The Weekend FT had an excellent, long article on Social Networks titled The high priestess of internet friendship, which profiled Danah Boyd. The article presents plenty of evidence for the "you are what you publish theme."
...most people, Boyd found, were using the sites to present themselves to a small group of friends and get their recognition and feedback. The sites are an opportunity to define in public who they are. By providing an audience, and the tools to interact with that audience, the social networks are satisfying that need. Boyd calls this behaviour “identity production” and, employing a favourite phrase of hers, says that young people are trying to “write themselves into being”. The MySpace page is like an online version of a teenager’s or student’s bedroom wall. “They are tuning into an audience,” said Fred Stutzman of the University of North Carolina at Chapel Hill, who studies student behaviour on Facebook. “One of the things students do at college is they test out identities. Maybe that is one new thing we are seeing now - more rapid changes of identity. Online you get feedback and you can change at a moment’s notice.”
Of all Alacra's content partners, Forrester offers the most comprehensive coverage of the social networking space. Some recent reports include:
- July 7, 2006 - Financial Consumers Adopt Social Computing by Bruce D. Temkin
- September 25, 2006 - Teens + Social Computing = Social Shopping by Charlene Li
- October 3, 2006 - How Consumers Find Web Sites In 2006 by Charlene Li
Charlene Li posts often on this space.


- Task to carry out
An exact reproduction of the records is required, with all pictures omitted.

----- Source data -----

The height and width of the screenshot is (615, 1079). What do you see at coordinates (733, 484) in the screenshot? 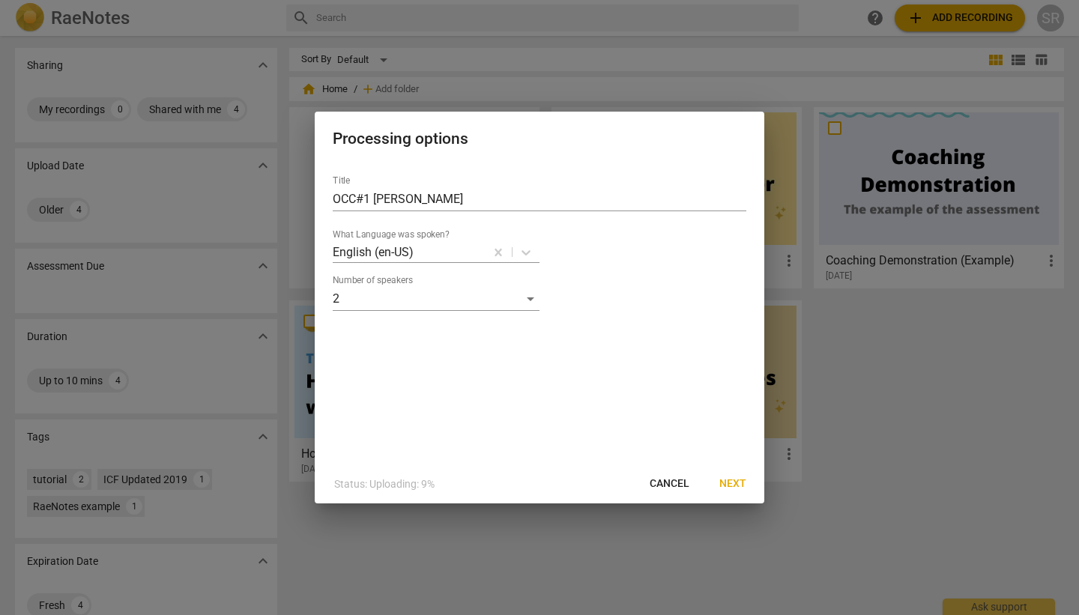
I see `span: Next` at bounding box center [733, 484].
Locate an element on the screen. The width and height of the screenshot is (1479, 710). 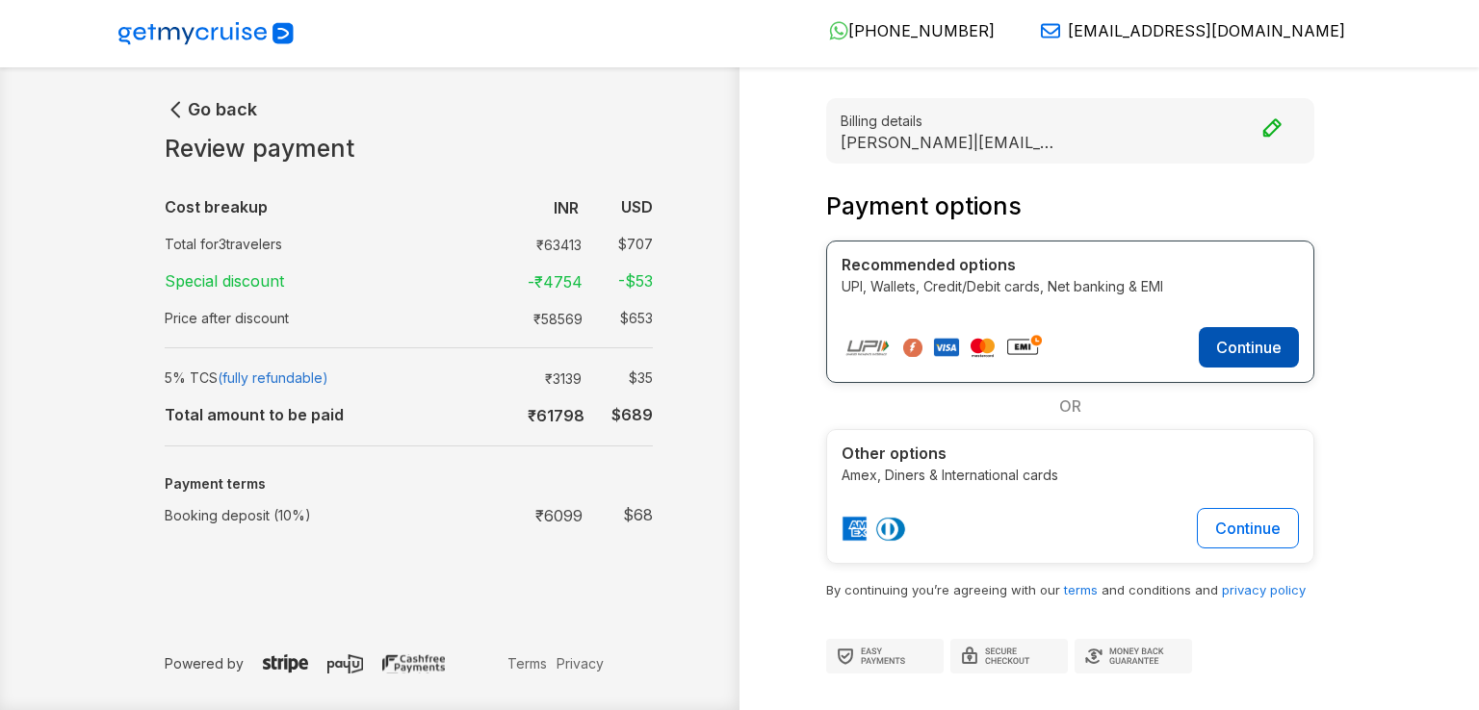
img: cashfree is located at coordinates (413, 664).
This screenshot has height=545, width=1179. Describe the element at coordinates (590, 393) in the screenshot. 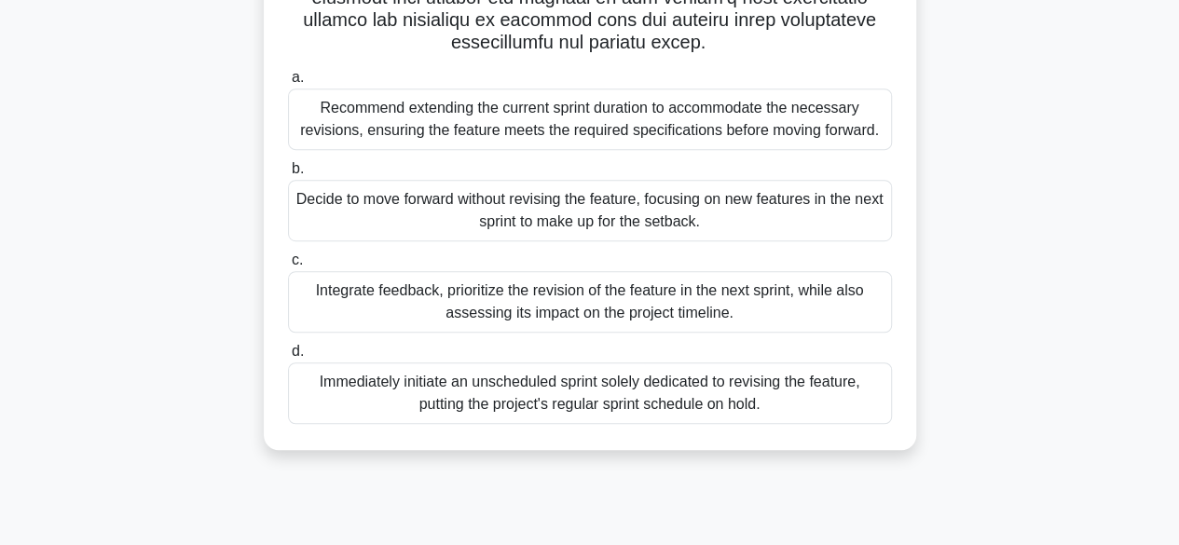

I see `div: Immediately initiate an unscheduled sprint solely dedicated to revising the feature, putting the ...` at that location.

-----

- Task result
The height and width of the screenshot is (615, 1079). What do you see at coordinates (733, 484) in the screenshot? 
I see `span: Next` at bounding box center [733, 484].
Locate an element on the screen. The width and height of the screenshot is (1479, 710). 
img: cashfree is located at coordinates (413, 664).
This screenshot has height=545, width=1179. Describe the element at coordinates (590, 393) in the screenshot. 

I see `div: Immediately initiate an unscheduled sprint solely dedicated to revising the feature, putting the ...` at that location.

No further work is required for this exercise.